Omar Karmi
The National
October 27, 2009 - 12:00am
http://www.thenational.ae/apps/pbcs.dll/article?AID=/20091027/FOREIGN/710269822/...


Musa Qous was still asleep Sunday morning when the muezzin at Al Aqsa mosque, right next to Mr Qous’s home in the old city of Jerusalem, called out.

But this was no ordinary call to prayer and, at eight in the morning, came at the wrong time.

“I knew there was something wrong,” said Mr Qous, 46, who works with a Jerusalem-based social rights non-governmental organisation.

Instead, the muezzin called on Muslims to come and defend the mosque and announced that Al Aqsa was in danger.

Along with what he estimated was 500 people, Mr Qous duly answered the call, only to find the gates to the mosque near his home closed and a deployment of Israeli police and soldiers stationed nearby.

With tension mounting, some of those who had gathered began chanting slogans against Israel, climbing the houses, setting fire to tyres and throwing stones at the Israeli forces that had locked them out of the mosque. The Israelis responded by shooting in the air and firing sound grenades, but the crowd refused to back down.

The unrest continued for nearly six hours. About 30 protesters were injured and 21 were arrested, including Hatem Abdul Qader, a former Palestinian Authority minister for Jerusalem affairs, according to the Israeli police. Nine Israeli police officers were also slightly injured.

This was the second time in a month that there have been serious clashes around the Aqsa mosque, the third holiest site in Islam. The clashes, then as now, started after persistent rumours that Jewish extremists were planning to damage the site.

Although most Jews consider it forbidden to walk on what they believe to be the site of the last main biblical temple, others want to rebuild the temple on the compound. And Sunday night, a group of rabbis and right-wing politicians called on Jews in Israel to gain access to the site and “ascend the Temple Mount”.

“If Jews were to increase their presence, keep coming to the Temple Mount, and if they get thrown out, come back and file a complaint, then we would gain the momentum, and I’m not talking about a few people here. I’m talking about hundreds and thousands,” Rabbi Yaakov Meidan told the Jerusalem Post.

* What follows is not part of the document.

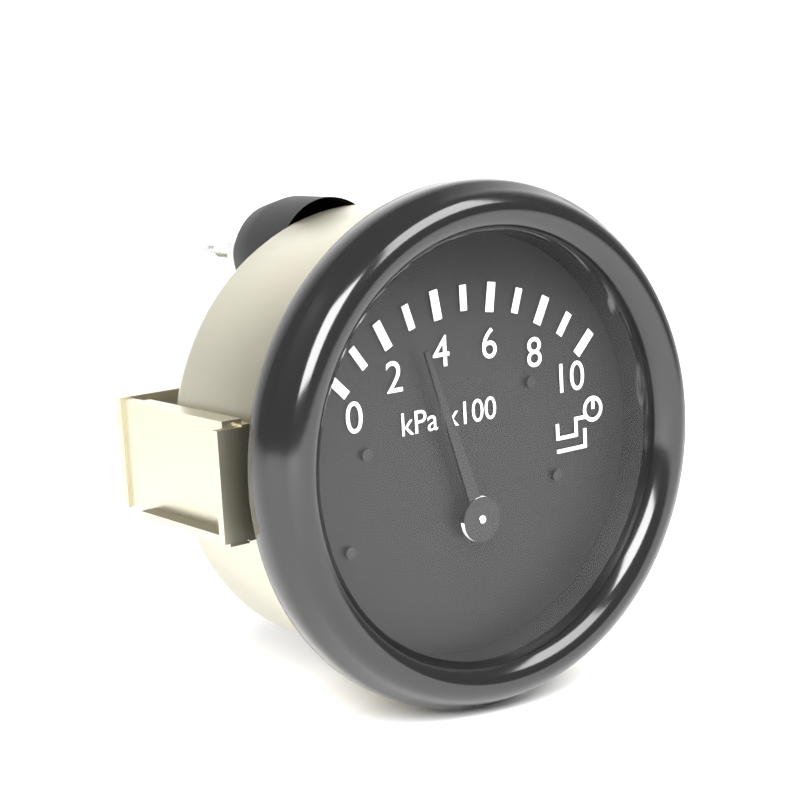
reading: 3 kPa x100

Palestinians worry that such ideas could gain currency and put Al Aqsa mosque at risk. There have been a number of attempts in the past to destroy the mosque, most notably in 1969, when an Australian Christian attempted to set fire to the compound. According to some Christian theology, the rebuilding of the Jewish temple is necessary to fulfil biblical prophesies of the end of days.

Israel, the Islamic waqf and Jordan, which maintains an administrative role at the site, are officially committed to protecting the mosque from similar attempts, but in Israel, access to the mosque has also become a right-wing cause. Most notably, Ariel Sharon visited the mosque in 2000 with a huge security detail in a bid to lay public claim to the site on behalf of Israel, sparking massive protests that spiralled out of control and into the second intifada. Mr Sharon went on to become Israeli prime minister; he is presently comatose in a hospital.

With another right-wing Israeli government in charge under Prime Minister Benjamin Netanyahu, extremist Jewish groups have stepped up their campaign to gain access to the site, sparking fears among Palestinians that Israel is now quietly changing its official policy on Al Aqsa.

Ahmad Tibi, a Palestinian member of the Israeli parliament, yesterday accused Israel of trying to take control of the compound. He called on Arab and Islamic countries to unite to counter “Netanyahu’s aggressive policies”.

Jordan and Egypt, the only two Arab countries with peace treaties with Israel, both expressed their “grave concerns” at the incidents in Jerusalem. Saeb Erekat, the Palestine Liberation Organisation’s chief negotiator with Israel, issued a statement condemning what he described as a “deliberate [Israeli] policy of incitement”. Khalid Meshaal, the exiled Hamas leader, yesterday said only “holy war” would decide the fate of Jerusalem. In Turkey, demonstrations were held against Israel’s actions in Jerusalem.

For Mr Qous, the issue is more political than religious, and a potentially very explosive one.

“Jews have their shrine at the Western Wall. We have the Aqsa mosque and Christians have the Church of the Holy Sepulchre. Israel talks about religious tolerance, so why don’t they show us some respect?”

The issue, he said, was really about control.

“Israel wants to deepen its control over the Old City. It doesn’t want Palestinians to establish an independent state with Jerusalem as its capital. But if Israel continues with its plans against Al Aqsa, I think there will come a time when the entire region could explode.”